How a customer uses a product matters. It matters in the amount and type of stress your product receives. It determines the life span. Someone that uses the product often isn’t necessarily going to have a short life span, it might be the lack of use that most damages a product.
Archives for February 2015
X-bar and Sigma Charts
The s chart replaces the R chart and provides an increase in sensitivity to variation of the spread of the data.
The s-chart works better with 10 or more items per sample in order to obtain the s (standard deviation) estimate. The use of a spreadsheet or calculator expedites the calculation of the sample standard deviation.
Introduction to Control Charts
Control charts provide an ongoing statistical test to determine if the recent set of readings represents convincing evidence that a process has changed or not from an established stable average.
The test also checks the sample to sample variation to determine if the variation is within the established stable range. A stable process is predictable and a control chart provides the evidence that a process is stable or not.
Some control charts use a sample of items for each measurement. The sample average values tend to be normally distributed allowing straightforward construction and interpretation of the control charts. The center line of a chart is the process average. The control limits are generally set at plus or minus three standard deviations (of the sample means – commonly called the sampling error of the mean) from the grand average.

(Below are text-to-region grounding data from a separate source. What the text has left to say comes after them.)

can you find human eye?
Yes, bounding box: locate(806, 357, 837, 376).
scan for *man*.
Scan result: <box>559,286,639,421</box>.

Function: A Reliability View
We need to understand what a product should do when working to be able to detect when it has failed.
When a function does not perform as expected that is a failure. Being very clear about an item’s function(s) is vital when establishing reliability goals. [Read more…]

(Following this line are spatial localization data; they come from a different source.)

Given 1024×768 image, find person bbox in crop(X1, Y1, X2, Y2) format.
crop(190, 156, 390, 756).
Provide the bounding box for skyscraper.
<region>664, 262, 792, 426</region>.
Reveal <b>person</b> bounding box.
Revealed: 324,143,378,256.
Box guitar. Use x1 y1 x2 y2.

Variable Selection for Control Charting
Every process should operate stably. Every process may have many measurements available to monitor either various aspects to the final product or the assembly equipment. There may be hundreds of possible items to measure and monitor.
We do not have the resources nor time to apply control chart principles to each possible measurement. Control charts do not directly add value and they have a cost to maintain and interpret. While it may be tempting to add a dozen or so control charts, as the cost increases the value quickly decreases.
Understanding Customer Reliability Expectations
Once asked a customer what they wanted concerning product reliability.
She fully understood that some units will fail, that it’s matter of chance. She seemed understanding of the difficulty creating every product such that none would fail.
Then she confided that all that is fine, as long as the product she buys does not fail. [Read more…]
Special and Common Causes of Process Variation
As stated before, variation happens.
The root cause of the variation for a stable process includes material, environmental, equipment, and so on, changes that occur during the process. No saw cuts the same length of material twice – look close enough there is some difference. [Read more…]
How to Select Tasks for a Reliability Plan
There are a lot of reliability tools.
From FMEA to FTA, from ALT to HALT, from derating to sneak circuit analysis. We also have a lot of acronyms. We cannot afford to do all the tasks, so which do we select and why?
Each activity has some reason for existing. Each has some question that it helps answer. HALT helps to find what will fail. ALT helps to determine when failures may occur.
Knowing what each tool is capable of doing is a start. Knowing what you need to know is essential.
Pre-Control Charts
An easy method to monitor and control a process average. It is an alternative to the Shewhart control chart.
Pre-control charts work well with stable and slow process drifts or changes. These charts provide a means to monitor a process and act as a guide for process centering.